Swing regions are characterized by their voting patterns, not their registration numbers. Jewett said we haven’t seen enough recent Republican electoral dominance in Hillsborough County to proclaim it solidly Republican. Joe Biden won the county by 7 points over Donald Trump in 2020.

The registration totals cited by DeSantis are also more complex than they might appear. Registered voter reports posted by county supervisors of elections don’t reflect all the people in that county who are registered to vote. Officials report active registered voters — people who have recently cast a ballot or communicated with a local elections official. They don’t report inactive registered voters, who haven’t interacted with elections offices in a while but who are still eligible to cast a ballot.

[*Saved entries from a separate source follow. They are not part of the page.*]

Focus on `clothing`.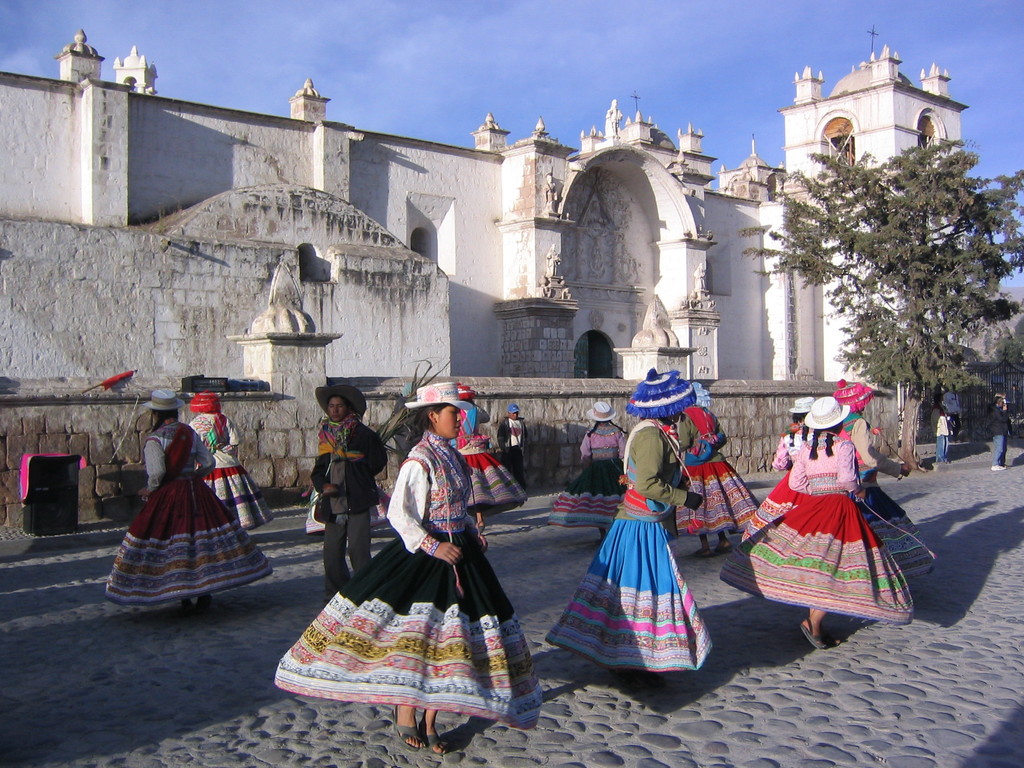
Focused at <box>938,412,954,461</box>.
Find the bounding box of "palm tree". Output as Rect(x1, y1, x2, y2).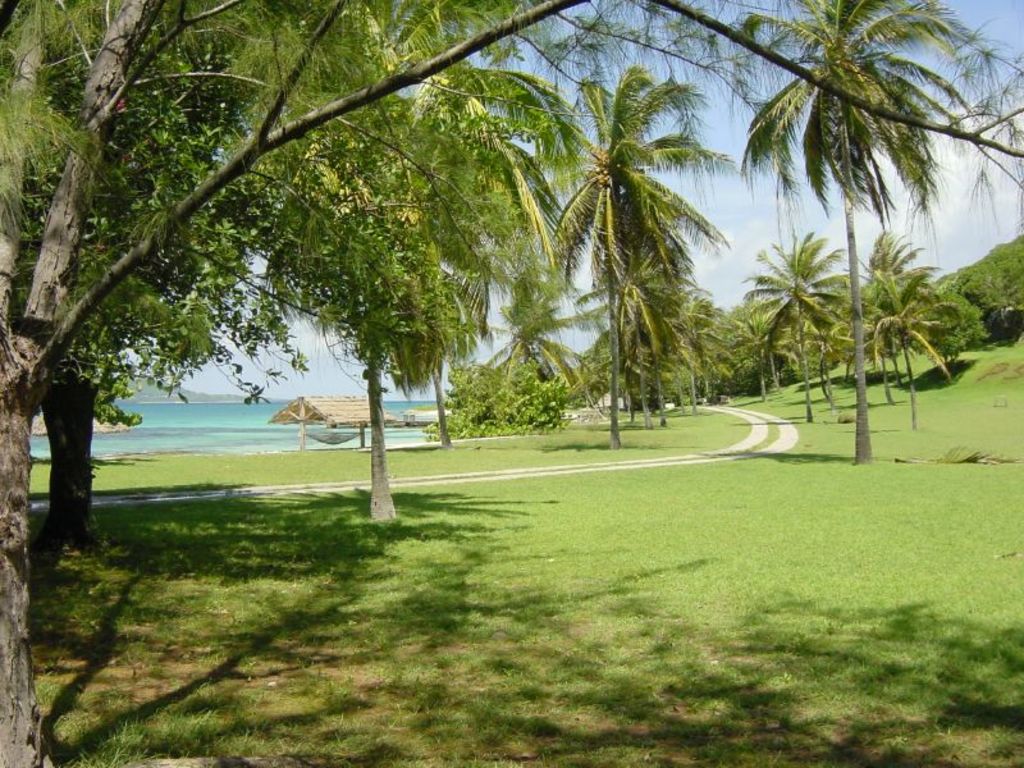
Rect(462, 324, 531, 481).
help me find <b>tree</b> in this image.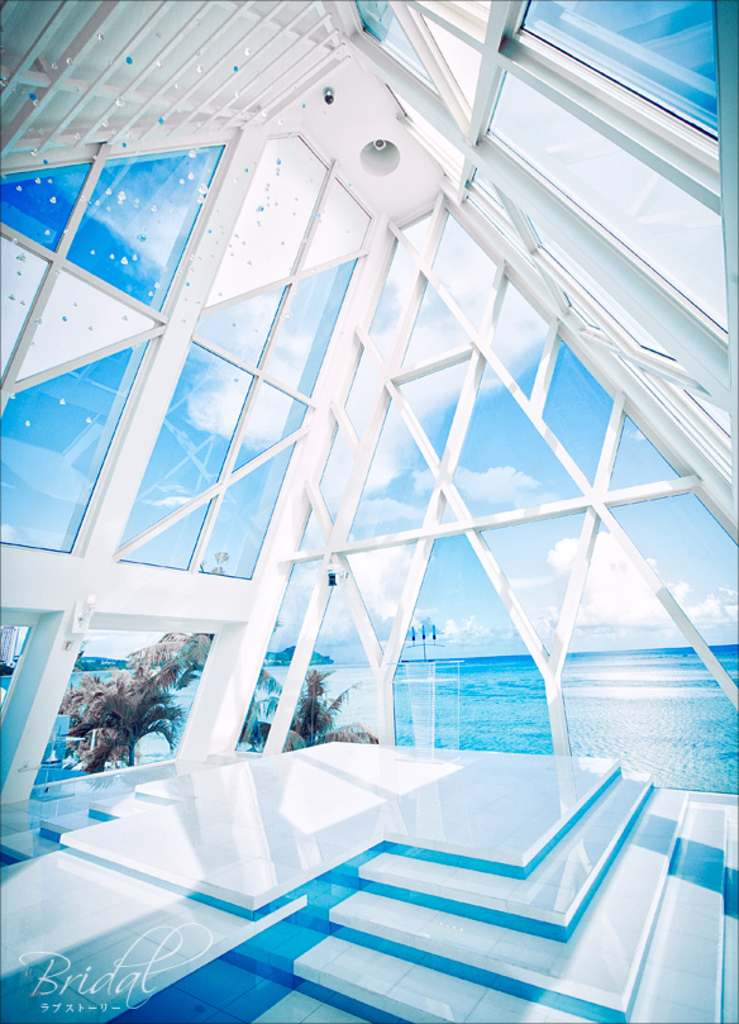
Found it: bbox=[249, 654, 373, 742].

As recently as 2020, the distinction wasn’t all that important. At the time of the last presidential election, just 6.6% of the more than 1.7 million registered voters in Hillsborough and Pinellas counties were inactive, according to an analysis of the voter file performed by Daniel A. Smith, a political science professor at the University of Florida.

But by March of this year, the percentage of inactive voters in those two counties had spiked to nearly 19%, Smith found.

That increase came after a series of election laws signed by DeSantis went into effect. A 2022 measure, SB 524, essentially required county supervisors of elections to more frequently and proactively reach out to voters who haven’t voted recently or been in touch with elections officials. If the supervisor’s office doesn’t hear from these voters, or mail notices come back to them marked undeliverable, the voter could be moved to the inactive list.

Although the change affected all parties, it has hit Democrats and no-party-affiliated voters much harder than Republicans. Hillsborough and other counties saw a particularly dramatic spike in voters being classified as inactive in late 2023, one year after a disappointing Democratic turnout in the 2022 election.

The technical discrepancy over voter totals is at the heart of the messaging war between the two major political parties in Florida.

For months, Republicans have been crowing about their widening voter registration advantage in the state. The Florida Democratic Party, meanwhile, has said that advantage has been inflated by the laws written and passed by Republicans.

Democrats circulated a memo last month that parsed the active versus inactive voter registration in large counties. The true voter registration gap between Democrats and Republicans in Florida is about 40% lower than what was reported by supervisors of elections as of December, the memo contended. (Republicans’ reported voter registration margin has only continued to grow since then.)

Both parties agree that Republicans are making real inroads both locally and around the state. April Schiff, a Republican strategist and consultant, said her political committee, the Hillsborough Leadership Council, has been strategic about targeting and contacting newcomers to the region to get them registered with the GOP.

“A lot of the new residents that are coming in all over the state of Florida are embracing conservative policies and registering as Republicans,” Schiff said. “That’s why they came here.”

Eden Giagnorio, a spokesperson for the Florida Democratic Party, said the party is doubling down on its efforts to mobilize inactive voters.

It’s relatively easy to be placed back on the active voter list, Giagnorio noted. A resident need only vote or contact their supervisor of elections and ask to be marked as active.

But even that outreach effort will take time and resources because inactive voters are less likely to be engaged than active ones, political scientists note.

“It is difficult to lift inactives back into active status,” Smith said. “But it’s a hell of a lot easier to do that than to register new voters.”

Times staff writer Ivy Nyayieka and data editor Langston Taylor contributed to this report.